Dr. Jedynak has been on the faculty previously as a visiting professor
to the
Center for Imaging Science and the Applied Mathematics and Statistics
Department from the Scientific University of Lille. He is an expert in
statistics and in particular its application to image analysis, pattern
recognition, and statistical classification. More
about Professor Jedynak ..
An article in the Baltimore Sun highlights Carey Priebe as one of six to form the inaugural class of the Department of Defense's new National Security Science and Engineering Fellowship Program. Read the Sun Article >> Read Washington Post Article>>
Bruno Jedynak, Assistant Research Professor in the AM&S department and Center for Imaging Science collaborated with Andre Levchenko from the Whiting School's Department of Biomedical Engineering in designing an imaging system for the analysis of a colony of cells forming a biofilm.The work is described in ScienceDaily. Read more from the original PLoS Biology article ...
David Audley, who received his PhD in 1972 from
the Johns Hopkins Electrical Engineering department,
has been working on Wall Street for the past 20
years. He has experience in portfolio management,
analytic trading, risk management, financial technologies,
and has performed research in the quantitative
modeling of securities and markets - specializing
in term structure models and relative value analysis.
He is part owner of two
companies -- Watch Hill Investment Partners, a
hedge fund and Beacon Capital Markets, whose main
product for electronic bond trading is enabled
by peer-to-peer computer technology. Before joining
the department as a
full-time faculty member, David taught Financial
Mathematics courses in the Applied Mathematics
and Statistics department while helping to guide
the creation of the new Financial Mathematics Master's
program.
Carey Priebe has been named an elected member of the International Statistical Institute, by virtue of his distinguished contributions to the development or application of statistical methods.
Lowell Abrams, who earned his PhD from the Johns Hopkins Mathematics Department in 1997 and has just been promoted to Associate Professor with tenure in the George Washington University Department of Mathematics, is spending a sabbatical year visiting the Department of Applied Mathematics and Statistics at JHU. His current research interests focus on the interaction of topology and combinatorics, and involve digital, combinatorial, and computational topology, as well as topological graph theory. Dr. Abrams will be spending much of his time at JHU working with his collaborators Donniell Fishkind and Carey Priebe on projects relating to minefield path planning and to brain imaging. Read more ...
C++ books are typically written for those interested in software development or scientific computing. Written by a mathematician for mathematicians, C++ for Mathematicians is organized around mathematical concepts and introduces the needed C++ concepts in concert with analyzing the mathematical situation at hand. Read more ...
In traditional regression modeling, one attempts to describe the effect of explanatory variables on the central tendency of a response variable. Quantile regression models describe effects of explanatory variables on quantiles, e.g. the 90th percentile, of a response variable. Dan Naiman collaborated with JHU Sociology Professor to publish a book entitled "Quantile Regression" as part of the Sage Publication Series: Quantitative Applications in the Social Sciences. The work was supported by the Duncan Fund for the Advancement of Statistics Research. Read more ...
In 2004, Don Geman, Dan Naiman and co-workers
introduced a powerful
new way of diagnosing cancers and classifying tumor
samples using gene
expression data. The decision rules involve very
few genes and are
especially easy to interpret because they are based
entirely on
pairwise mRNA comparisons. In a recent paper in
the Proceeedings
of the National Academy of Sciences, molecular
biologists used the TSP
classifier to differentiate between gastrointestimal
stromal tumors
and leiomyosarcomas with essentially perfect accuracy. Read
more ...
Nikhil Mohan, Stephen Fedder & Cindy Lui at NCUR 2007
AMS&S Students represent JHU at National Conference
on Undergraduate Research
Cindy Lui ’08, Jon Smalletz ’08, Stephen Fedder ’08 and Nikhil Ram Mohan ’09, undergraduates in the department of Applied Mathematics and Statistics, traveled coast-to-coast to San Rafael, California to represent JHU at the National Conference on Undergraduate Research (NCUR) in April. The conference, held this year at the Dominican University of California, hosted more than 2500 undergraduates from over 250 universities and colleges across the country.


PROMPT = Each entry must appear in the answer exactly as written.

Stored records =
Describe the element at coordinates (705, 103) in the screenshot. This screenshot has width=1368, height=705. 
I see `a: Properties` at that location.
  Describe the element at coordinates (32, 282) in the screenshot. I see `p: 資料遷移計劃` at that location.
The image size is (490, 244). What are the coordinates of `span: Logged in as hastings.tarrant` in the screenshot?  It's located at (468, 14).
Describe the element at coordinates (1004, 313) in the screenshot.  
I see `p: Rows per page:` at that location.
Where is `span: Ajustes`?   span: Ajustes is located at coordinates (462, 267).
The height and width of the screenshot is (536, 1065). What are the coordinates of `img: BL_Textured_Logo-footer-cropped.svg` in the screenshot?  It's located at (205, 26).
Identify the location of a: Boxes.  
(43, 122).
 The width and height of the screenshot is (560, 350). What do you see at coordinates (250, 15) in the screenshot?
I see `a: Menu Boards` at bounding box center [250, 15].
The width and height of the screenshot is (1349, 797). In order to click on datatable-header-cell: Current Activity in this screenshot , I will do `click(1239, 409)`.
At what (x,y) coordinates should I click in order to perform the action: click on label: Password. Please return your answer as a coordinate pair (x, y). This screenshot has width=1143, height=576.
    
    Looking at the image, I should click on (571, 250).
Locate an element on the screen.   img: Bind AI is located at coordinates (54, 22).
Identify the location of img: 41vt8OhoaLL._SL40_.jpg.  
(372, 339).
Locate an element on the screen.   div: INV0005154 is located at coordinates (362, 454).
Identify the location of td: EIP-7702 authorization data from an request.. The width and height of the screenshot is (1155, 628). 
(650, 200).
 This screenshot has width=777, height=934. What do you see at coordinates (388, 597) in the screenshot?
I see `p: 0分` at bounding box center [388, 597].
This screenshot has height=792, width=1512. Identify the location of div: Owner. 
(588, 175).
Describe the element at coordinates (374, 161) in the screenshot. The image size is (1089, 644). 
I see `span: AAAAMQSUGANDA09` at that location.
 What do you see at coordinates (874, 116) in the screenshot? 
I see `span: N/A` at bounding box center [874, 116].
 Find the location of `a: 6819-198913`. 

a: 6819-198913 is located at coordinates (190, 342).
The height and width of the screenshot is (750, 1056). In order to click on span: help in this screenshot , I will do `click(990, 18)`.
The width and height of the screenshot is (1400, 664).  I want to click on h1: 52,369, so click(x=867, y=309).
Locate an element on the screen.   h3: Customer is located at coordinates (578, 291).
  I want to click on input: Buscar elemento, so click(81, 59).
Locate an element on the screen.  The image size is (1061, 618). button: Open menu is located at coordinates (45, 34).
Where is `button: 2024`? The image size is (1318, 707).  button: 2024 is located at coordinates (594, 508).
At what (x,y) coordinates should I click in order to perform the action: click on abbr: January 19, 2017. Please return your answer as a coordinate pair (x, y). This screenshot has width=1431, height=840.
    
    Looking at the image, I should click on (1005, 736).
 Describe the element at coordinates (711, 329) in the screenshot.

PROBLEM SOLUTION =
Describe the element at coordinates (705, 103) in the screenshot. This screenshot has width=1368, height=705. 
I see `a: Properties` at that location.
  Describe the element at coordinates (32, 282) in the screenshot. I see `p: 資料遷移計劃` at that location.
The image size is (490, 244). What are the coordinates of `span: Logged in as hastings.tarrant` in the screenshot?  It's located at (468, 14).
Describe the element at coordinates (1004, 313) in the screenshot.  
I see `p: Rows per page:` at that location.
Where is `span: Ajustes`?   span: Ajustes is located at coordinates (462, 267).
The height and width of the screenshot is (536, 1065). What are the coordinates of `img: BL_Textured_Logo-footer-cropped.svg` in the screenshot?  It's located at (205, 26).
Identify the location of a: Boxes.  
(43, 122).
 The width and height of the screenshot is (560, 350). What do you see at coordinates (250, 15) in the screenshot?
I see `a: Menu Boards` at bounding box center [250, 15].
The width and height of the screenshot is (1349, 797). In order to click on datatable-header-cell: Current Activity in this screenshot , I will do `click(1239, 409)`.
At what (x,y) coordinates should I click in order to perform the action: click on label: Password. Please return your answer as a coordinate pair (x, y). This screenshot has width=1143, height=576.
    
    Looking at the image, I should click on (571, 250).
Locate an element on the screen.   img: Bind AI is located at coordinates (54, 22).
Identify the location of img: 41vt8OhoaLL._SL40_.jpg.  
(372, 339).
Locate an element on the screen.   div: INV0005154 is located at coordinates (362, 454).
Identify the location of td: EIP-7702 authorization data from an request.. The width and height of the screenshot is (1155, 628). 
(650, 200).
 This screenshot has width=777, height=934. What do you see at coordinates (388, 597) in the screenshot?
I see `p: 0分` at bounding box center [388, 597].
This screenshot has height=792, width=1512. Identify the location of div: Owner. 
(588, 175).
Describe the element at coordinates (374, 161) in the screenshot. The image size is (1089, 644). 
I see `span: AAAAMQSUGANDA09` at that location.
 What do you see at coordinates (874, 116) in the screenshot? 
I see `span: N/A` at bounding box center [874, 116].
 Find the location of `a: 6819-198913`. 

a: 6819-198913 is located at coordinates (190, 342).
The height and width of the screenshot is (750, 1056). In order to click on span: help in this screenshot , I will do `click(990, 18)`.
The width and height of the screenshot is (1400, 664).  I want to click on h1: 52,369, so click(x=867, y=309).
Locate an element on the screen.   h3: Customer is located at coordinates (578, 291).
  I want to click on input: Buscar elemento, so click(81, 59).
Locate an element on the screen.  The image size is (1061, 618). button: Open menu is located at coordinates (45, 34).
Where is `button: 2024`? The image size is (1318, 707).  button: 2024 is located at coordinates (594, 508).
At what (x,y) coordinates should I click in order to perform the action: click on abbr: January 19, 2017. Please return your answer as a coordinate pair (x, y). This screenshot has width=1431, height=840.
    
    Looking at the image, I should click on (1005, 736).
 Describe the element at coordinates (711, 329) in the screenshot.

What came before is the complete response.